Furthermore, the Barrick CEO has a history of warning African governments against increasing state revenues from natural resources. When the Congolese government announced plans to increase mining taxes in 2018, Bristow claimed the action “seems to be based on the entirely irrational premise that the state is somehow entitled to the entire cash flow from the mines.” He described the tax hike as an “abuse of the partnership concept,” and an effort to “kill the goose that lays the golden eggs.” He threatened international arbitration against Congo.

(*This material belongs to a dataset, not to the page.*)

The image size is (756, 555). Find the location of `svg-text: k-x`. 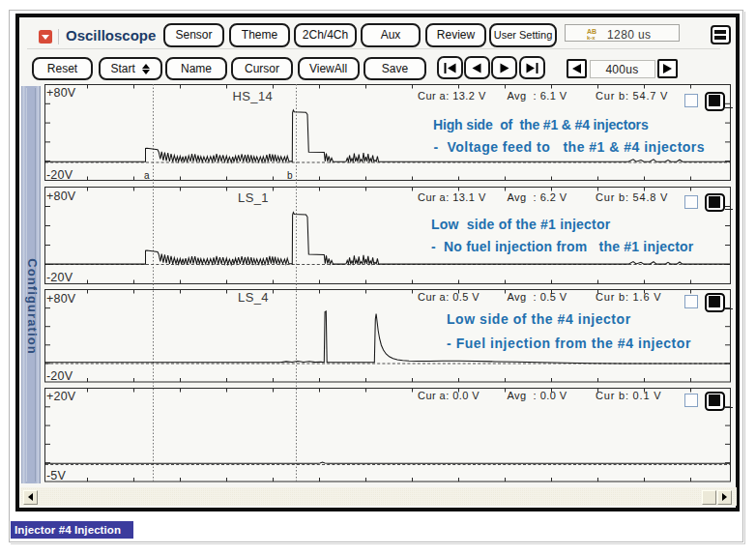

svg-text: k-x is located at coordinates (592, 37).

Now Bristow, a rich jetsetter known to travel the world, is afraid to set foot in Mali, lest he be detained like Resolute CEO Holohan. As mining analyst John Ing stated, “Obviously, Mr. Bristow is not going to go to Mali. And sending a negotiator, I don’t know who wants to go…”

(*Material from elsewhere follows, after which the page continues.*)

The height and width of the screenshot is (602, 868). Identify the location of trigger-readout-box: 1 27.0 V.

Like Mali, their fellow AES countries, Burkina Faso and Niger, have reclaimed their sovereignty from Western imperialism by kicking out French and US troops and asserting state control over their resources. Earlier this year, Burkina Faso nationalized two UK-owned gold mines and the country’s leader Ibrahim Traoré announced plans to withdraw some mining permits from foreign companies. For its part, Niger has nationalized its water and uranium, once owned by French companies.

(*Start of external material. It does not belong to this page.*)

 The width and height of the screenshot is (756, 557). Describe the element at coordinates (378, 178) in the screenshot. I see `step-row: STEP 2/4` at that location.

All these actions represent a threat to Canadian mining companies. Such threats appear to be piling up around the world. Three years ago, Kyrgyzstan nationalized the Canadian-owned Kumtor gold mine, leading Ottawa to threaten “far-reaching consequences on foreign direct investment in the Kyrgyz Republic.” More recently, a public referendum in Ecuador rejected a return to investor-state dispute settlement (ISDS), a provision that would allow Canadian companies to sue Ecuador’s government for alleged violations of trade agreements. Meanwhile, Mexico’s progressive Morena government has increased the role of the Mexican state in mining and sidelined Canadian companies, leading to aggressive legal challenges from Ottawa and Washington.
If the dispute between Mali and Barrick Gold continues, one should expect the local Canadian embassy to get involved. It would be far from the first time that Ottawa has intervened in the sovereign affairs of an African nation at the behest of the mining sector. In 2012, the Congolese government withdrew a mining contract from Vancouver-based First Quantum Minerals, leading the Harper government to pressure the DRC into returning the mine. In 2017, meanwhile, the Trudeau government implied that it would cut aid to Tanzania unless it lifted an export ban that was impacting Barrick’s profits.
Canada’s government is certainly keeping an eye on events in Mali and the wider AES, but these countries have weathered many storms – sanctions from neighbours, coup attempts, invasion threats, French interference, attacks from foreign-backed Wahhabi insurgencies. By comparison, those from Mark Bristow and Canadian Prime Minister, Justin Trudeau, are of little strength.
Owen Schalk is a writer from rural Manitoba. He is the author of Canada in Afghanistan: A story of military, diplomatic, political and media failure, 2003-2023 and the co-author of Canada’s Long Fight Against Democracy with Yves Engler.